I love his works because his music and lyrics touched me deeply and helped me to understand myself in emotional and spiritual ways. He taught us about life and about ourselves.

Here are just a few my favorite lyrics that also demonstrate his insight:

“Careful the things you say,
Children will listen.
Careful the things you do,
Children will see.
And learn.”
– Into the Woods
 
“I chose and my world was shaken, so what? The choice may have been mistaken, the choosing was not.”
– Sunday in the Park with George

“Oh if life were made of moments
Even now and then a bad one–!
But if life were only moments,
Then you’d never know you had one.”
– Into the Woods
 
Stephen Sondheim z”l was a master storyteller for contemporary musical theatre and I honor his memory today through this blog. For me, it is not a huge leap from loving Sondheim musicals to loving our Jewish stories from the Tanakh all the way to modern Jewish literature.
  
Stories told through song or our sacred texts are both powerful ways to make connections between people and ideas. Stories have the power to transmit culture and values that promote a common understanding among people. Stories help us to see and understand the world in a broader and different way beyond our own perceptions. Stories teach and inspire. They make memories of events shared with others.
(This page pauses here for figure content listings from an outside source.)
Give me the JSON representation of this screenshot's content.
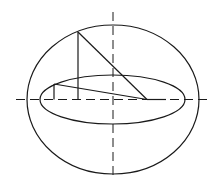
{
  "diagram": {
    "type": "geometric-construction",
    "stroke_color": "#1a1a1a",
    "background": "#ffffff",
    "outer_ellipse": {
      "cx": 113,
      "cy": 99.5,
      "rx": 86,
      "ry": 74.5
    },
    "inner_ellipse": {
      "cx": 112.5,
      "cy": 99.5,
      "rx": 72.5,
      "ry": 24.5
    },
    "axes": {
      "horizontal": {
        "x1": 16,
        "y1": 99.5,
        "x2": 207,
        "y2": 99.5
      },
      "vertical": {
        "x1": 113,
        "y1": 12,
        "x2": 113,
        "y2": 178
      }
    },
    "lines": [
      {
        "id": "outer-vertical",
        "x1": 78,
        "y1": 32,
        "x2": 78,
        "y2": 99.5
      },
      {
        "id": "outer-diagonal",
        "x1": 78,
        "y1": 32,
        "x2": 147,
        "y2": 99.5
      },
      {
        "id": "inner-vertical",
        "x1": 54,
        "y1": 84,
        "x2": 54,
        "y2": 99.5
      },
      {
        "id": "inner-diagonal",
        "x1": 54,
        "y1": 84,
        "x2": 147,
        "y2": 99.5
      },
      {
        "id": "base-segment",
        "x1": 147,
        "y1": 99.5,
        "x2": 166,
        "y2": 99.5
      }
    ]
  }
}
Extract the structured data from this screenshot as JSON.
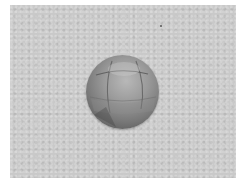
{
  "image": {
    "subject": "segmented sphere",
    "background": "gray textured backdrop",
    "colors": {
      "border": "#ffffff",
      "backdrop": "#c9c9c9",
      "sphere_light": "#b8b8b8",
      "sphere_dark": "#4a4a4a"
    }
  }
}
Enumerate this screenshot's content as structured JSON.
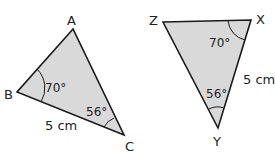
{
  "colors": {
    "fill": "#d9d9d9",
    "stroke": "#1a1a1a"
  },
  "triangle_abc": {
    "vertices": {
      "A": "A",
      "B": "B",
      "C": "C"
    },
    "angle_b": "70°",
    "angle_c": "56°",
    "side_bc": "5 cm"
  },
  "triangle_xyz": {
    "vertices": {
      "X": "X",
      "Y": "Y",
      "Z": "Z"
    },
    "angle_x": "70°",
    "angle_y": "56°",
    "side_xy": "5 cm"
  }
}
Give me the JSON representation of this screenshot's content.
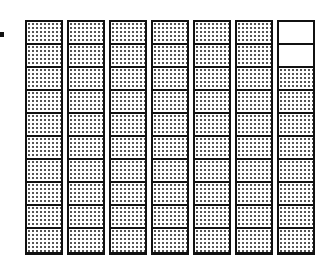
{
  "figure": {
    "columns": 7,
    "rows_per_column": 10,
    "shaded_total": 68,
    "total_cells": 70,
    "shaded_color": "#555555",
    "empty_cells": [
      {
        "column": 7,
        "row": 1
      },
      {
        "column": 7,
        "row": 2
      }
    ]
  }
}
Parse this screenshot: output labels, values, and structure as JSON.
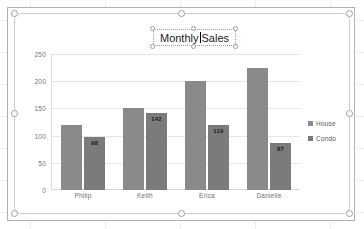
{
  "chart": {
    "title_part1": "Monthly",
    "title_part2": "Sales",
    "title_full": "Monthly Sales",
    "title_editing": true,
    "selected": true
  },
  "legend": {
    "position": "right",
    "items": [
      {
        "label": "House",
        "color": "#8a8a8a"
      },
      {
        "label": "Condo",
        "color": "#7b7b7b"
      }
    ]
  },
  "axis": {
    "y_ticks": [
      "250",
      "200",
      "150",
      "100",
      "50",
      "0"
    ],
    "x_labels": [
      "Philip",
      "Keith",
      "Erica",
      "Danielle"
    ]
  },
  "chart_data": {
    "type": "bar",
    "xlabel": "",
    "ylabel": "",
    "ylim": [
      0,
      250
    ],
    "ytick_step": 50,
    "grid": true,
    "legend_position": "right",
    "categories": [
      "Philip",
      "Keith",
      "Erica",
      "Danielle"
    ],
    "series": [
      {
        "name": "House",
        "color": "#8a8a8a",
        "values": [
          120,
          150,
          201,
          225
        ],
        "data_labels": [
          "",
          "",
          "",
          ""
        ]
      },
      {
        "name": "Condo",
        "color": "#7b7b7b",
        "values": [
          98,
          142,
          119,
          87
        ],
        "data_labels": [
          "98",
          "142",
          "119",
          "87"
        ]
      }
    ]
  }
}
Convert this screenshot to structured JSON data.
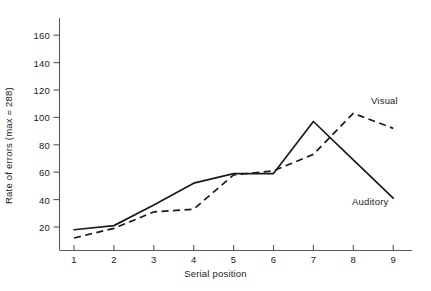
{
  "chart_data": {
    "type": "line",
    "title": "",
    "xlabel": "Serial position",
    "ylabel": "Rate of errors (max = 288)",
    "x": [
      1,
      2,
      3,
      4,
      5,
      6,
      7,
      8,
      9
    ],
    "xticklabels": [
      "1",
      "2",
      "3",
      "4",
      "5",
      "6",
      "7",
      "8",
      "9"
    ],
    "yticks": [
      20,
      40,
      60,
      80,
      100,
      120,
      140,
      160
    ],
    "yticklabels": [
      "20",
      "40",
      "60",
      "80",
      "100",
      "120",
      "140",
      "160"
    ],
    "xlim": [
      0.55,
      9.45
    ],
    "ylim": [
      0,
      172
    ],
    "grid": false,
    "legend_position": "inline-annotation",
    "series": [
      {
        "name": "Auditory",
        "style": "solid",
        "color": "#1b1b1b",
        "values": [
          18,
          21,
          36,
          52,
          59,
          59,
          97,
          69,
          41
        ],
        "annotation": "Auditory"
      },
      {
        "name": "Visual",
        "style": "dashed",
        "color": "#1b1b1b",
        "values": [
          12,
          19,
          31,
          33,
          58,
          61,
          73,
          103,
          92
        ],
        "annotation": "Visual"
      }
    ]
  },
  "axes": {
    "x_title": "Serial position",
    "y_title": "Rate of errors (max = 288)"
  },
  "annotations": {
    "visual": "Visual",
    "auditory": "Auditory"
  },
  "colors": {
    "line": "#1b1b1b",
    "axis": "#58585a",
    "background": "#ffffff"
  }
}
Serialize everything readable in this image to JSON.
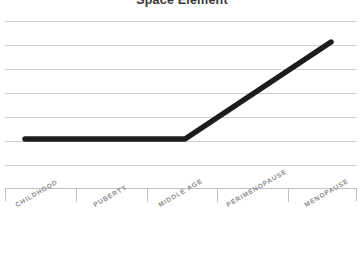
{
  "chart_data": {
    "type": "line",
    "title": "Space Element",
    "xlabel": "",
    "ylabel": "",
    "categories": [
      "CHILDHOOD",
      "PUBERTY",
      "MIDDLE AGE",
      "PERIMENOPAUSE",
      "MENOPAUSE"
    ],
    "series": [
      {
        "name": "Space Element",
        "values": [
          5,
          5,
          5,
          7.2,
          9.3
        ]
      }
    ],
    "ylim": [
      0,
      10
    ],
    "grid": true,
    "gridline_count": 7,
    "legend": "none",
    "line_color": "#1c1c1c",
    "line_width_px": 5.4,
    "gridline_color": "#cfcfcf",
    "axis_color": "#c2c2c2",
    "label_color": "#8c8c8c",
    "title_color": "#3a3a3a"
  },
  "geometry": {
    "gridline_y": [
      6,
      30,
      54,
      78,
      102,
      126,
      150
    ],
    "tick_x": [
      0,
      70.4,
      140.8,
      211.2,
      281.6,
      351
    ],
    "points": [
      {
        "x": 25,
        "y": 139
      },
      {
        "x": 185,
        "y": 139
      },
      {
        "x": 331,
        "y": 42
      }
    ],
    "label_positions": [
      {
        "x": 14,
        "y": 14
      },
      {
        "x": 92,
        "y": 14
      },
      {
        "x": 157,
        "y": 14
      },
      {
        "x": 225,
        "y": 14
      },
      {
        "x": 303,
        "y": 14
      }
    ]
  }
}
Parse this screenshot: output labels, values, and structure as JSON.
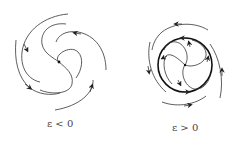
{
  "figure": {
    "panels": [
      {
        "id": "left",
        "label": "ε < 0",
        "description": "stable focus: trajectories spiral inward to the fixed point",
        "center": [
          59,
          62
        ]
      },
      {
        "id": "right",
        "label": "ε > 0",
        "description": "stable limit cycle: inner trajectories spiral outward, outer trajectories spiral inward",
        "center": [
          185,
          65
        ],
        "limit_cycle_radius": 27
      }
    ],
    "colors": {
      "stroke": "#222222",
      "label": "#444444",
      "background": "#ffffff"
    }
  }
}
They are how the brain makes meaning of our inner and outer universe.

May we continue to learn from great storytellers whether religious, ancient, modern, musical, literary, and theatrical. And may all the stories bring us strength, inspiration, empathy, meaning, and value to life!

One final thought about Stephen Sondheim. I particularly loved how he often explored the innermost needs of a person – to be loved and not left alone. He saw the messiness of this intensity to be needed in order to be fully alive, yet, at times, fearful of being too needed. This was reflected in the moving song, “No One is Alone,” from Into the Woods, and perhaps most poignantly, in the song, “Being Alive,” from Company:

Someone to hold you too close
Someone to hurt you too deep
Someone to sit in your chair
And ruin your sleep
And make me aware
Of being alive
Someone to need you too much
Someone to know you too well

Someone to pull you up short
To put you through hell
And give me support
For being alive
Make me alive
Make me alive
Make me confused
Mock me with praise

Let me be used
Vary my days
But alone
Is alone
Not alive
Somebody crowd me with love
Somebody force me to care
Somebody let come through

I’ll always be there
As frightened as you
To help us survive
Being alive
Being alive
Being alive

May we always be needed too much and crowded with love, and may Stephen Sondheim’s z”l memory be for a blessing.